Jody Wagner
I sat in a car at a gas station last weekend, waiting for a friend to pay the gas bill, when I saw an old lady try to cross a four-lane road in front of me. It never once occurred to me to get out of that car to help that woman cross the road. It took a full week for me to realize what I did – I neglected to perform a simple act of kindness toward another human.
Why did I not get out of that car and help that woman cross the road?
I’m not saying that Jody Wagner is an old lady who needs help crossing the road into the Lt. Governor’s position this election week. I’m saying that I seem to have lost all sense of decency lately. I was reminded of this failing over this past weekend, when it became clear that two men vying for power in this state do not support getting out of the car to help their gay neighbors. In fact, both men are actively against getting out of the anti-gay vehicle altogether.
Bill Bolling’s stance on gay rights was magnified this past weekend through Ken Cucinelli, the Republican who has his bid in for Virginia’s Attorney General’s spot for same election. Cucinelli told The Virginian Pilot, “My view is that homosexual acts…are wrong. They’re intrinsically wrong. And I think in a natural law based country it’s appropriate to have policies that reflect that.”
Although Wagner called on her opponent, Bill Bolling, to denounce Cucinelli’s remarks, that request was like asking a dog to bite his master’s hand. Bolling, I had forgotten, had issued a statement on the 2006 Marriage Amendment on October 25, 2006, stating:
This common sense amendment will simply give constitutional protection to the statutory laws banning same sex marriage and same sex unions that have been in place in Virginia for years. Without this amendment these laws could be struck down at any moment by an activist judge who thinks it is OK for a man to marry and man and a woman to marry a woman. That has happened in other states, and it could happen in Virginia.
Marriage is a sacred institution, and it also is misused as a governmental institution to deny rights to those who cannot marry by law. How did the government get involved in marriage? Those rights, which include the ability to visit a loved one in the hospital, the ability to share in personal property and the right to immunity from spousal testimony in court are just three among 700 rights that gay individuals are denied and that married heterosexual couples enjoy across this country.
I’m not advocating gay marriage, and gay marriage has no place in this election. I am advocating Civil Rights, and that issue has a place everywhere and at any time in Virginia and across this nation. I am advocating fair treatment and a stance against bigotry, no matter a person’s aversion to same-sex couples and no matter the political stand that a man might take in his bid for political office.
While I still believe that Jody Wagner is not a strong candidate for the Lt. Governor’s office, I also believe that I do not want to see a continuation of an anti-gay sentiment.
I know I have support in my beliefs. Many people voiced opposition to the 2006 Virginia Marriage Amendment, which not only barred same-sex marriage in the Commonwealth but also declared that the state “shall not create or recognize a legal status for relationships of unmarried individuals that intends to approximate the design, qualities, significance, or effects of marriage.” The amendment effectively outlawed civil unions with that statement. The bill passed, however, and Virginia maintained her status quo on denying her gay couples – her residents and voters – the right to enjoy full freedoms as American citizens, even in a simple civil union that has nothing to do with the church and everything to do with the government.
One year later, on October 27, 2007, Bolling stated to The Virginia Pilot, “It becomes a public issue when they try to obtain some public approval for that [gay lifestyle]. I think the lifestyle is wrong and I think the lifestyle is harmful, so I don’t want to do something that is condoning, as an elected official, of that lifestyle.”
Bolling still doesn’t want to help gays cross the road to equal rights, and I have to wonder why he fears the gay lifestyle (as being “harmful”). If you voted against that “marriage” (and civil union) amendment three years ago, now is your chance to get out of the car and help your gay neighbors. You may not know those neighbors, and you may experience aversion to their lifestyles. In fact, you may not believe that they deserve rights. But, as citizens, they do. They are citizens who deserve the same rights as you in your position as a citizen.
I may never meet that elderly woman again, nor have the chance to help her cross a road. That is my loss as a decent human and as a person who understands equality. That loss aside, you have a chance to vote for Jody Wagner on November 3 in your bid for a representative who does not harbor nor advocate bigotry toward gay Virginians.
Do the right thing. Vote against bigotry.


> ABOUT THIS EXERCISE
When you copy the entries, match them exactly and omit the pictures.

> TASK INPUT
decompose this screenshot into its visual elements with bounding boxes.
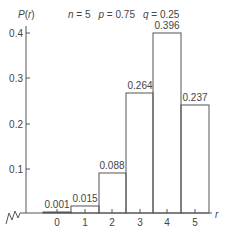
svg-text:5: 5 — [192, 217, 198, 228]
svg-text:3: 3 — [137, 217, 143, 228]
value-label: 0.237 — [182, 92, 207, 103]
svg-text:1: 1 — [82, 217, 88, 228]
y-ticks: 0.4 0.3 0.2 0.1 — [9, 28, 30, 175]
value-label: 0.001 — [44, 199, 69, 210]
axis-break-icon — [6, 211, 27, 224]
x-axis-label: r — [215, 209, 219, 220]
value-label: 0.088 — [99, 160, 124, 171]
value-label: 0.264 — [127, 80, 152, 91]
value-label: 0.015 — [72, 193, 97, 204]
ytick-label: 0.4 — [9, 28, 23, 39]
value-label: 0.396 — [154, 20, 179, 31]
bar-r4 — [153, 33, 181, 213]
svg-text:2: 2 — [109, 217, 115, 228]
ytick-label: 0.2 — [9, 119, 23, 130]
y-axis-label: P(r) — [18, 9, 35, 20]
bar-r2 — [99, 173, 126, 213]
bars — [43, 33, 209, 213]
svg-text:4: 4 — [164, 217, 170, 228]
binomial-histogram: 0.4 0.3 0.2 0.1 P(r) n = 5p = 0.75q = 0.… — [0, 0, 229, 232]
svg-text:0: 0 — [54, 217, 60, 228]
bar-r5 — [181, 105, 209, 213]
chart-title: n = 5p = 0.75q = 0.25 — [68, 9, 180, 20]
ytick-label: 0.3 — [9, 73, 23, 84]
bar-r3 — [126, 93, 153, 213]
x-tick-labels: 0 1 2 3 4 5 — [54, 217, 198, 228]
ytick-label: 0.1 — [9, 164, 23, 175]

> EXERCISE RESULT
decompose this screenshot into its visual elements with bounding boxes.
svg-text:5: 5 — [192, 217, 198, 228]
svg-text:3: 3 — [137, 217, 143, 228]
value-label: 0.237 — [182, 92, 207, 103]
svg-text:1: 1 — [82, 217, 88, 228]
y-ticks: 0.4 0.3 0.2 0.1 — [9, 28, 30, 175]
value-label: 0.001 — [44, 199, 69, 210]
axis-break-icon — [6, 211, 27, 224]
x-axis-label: r — [215, 209, 219, 220]
value-label: 0.088 — [99, 160, 124, 171]
value-label: 0.264 — [127, 80, 152, 91]
value-label: 0.015 — [72, 193, 97, 204]
ytick-label: 0.4 — [9, 28, 23, 39]
value-label: 0.396 — [154, 20, 179, 31]
bar-r4 — [153, 33, 181, 213]
svg-text:2: 2 — [109, 217, 115, 228]
ytick-label: 0.2 — [9, 119, 23, 130]
y-axis-label: P(r) — [18, 9, 35, 20]
bar-r2 — [99, 173, 126, 213]
bars — [43, 33, 209, 213]
svg-text:4: 4 — [164, 217, 170, 228]
binomial-histogram: 0.4 0.3 0.2 0.1 P(r) n = 5p = 0.75q = 0.… — [0, 0, 229, 232]
svg-text:0: 0 — [54, 217, 60, 228]
bar-r5 — [181, 105, 209, 213]
chart-title: n = 5p = 0.75q = 0.25 — [68, 9, 180, 20]
ytick-label: 0.3 — [9, 73, 23, 84]
bar-r3 — [126, 93, 153, 213]
x-tick-labels: 0 1 2 3 4 5 — [54, 217, 198, 228]
ytick-label: 0.1 — [9, 164, 23, 175]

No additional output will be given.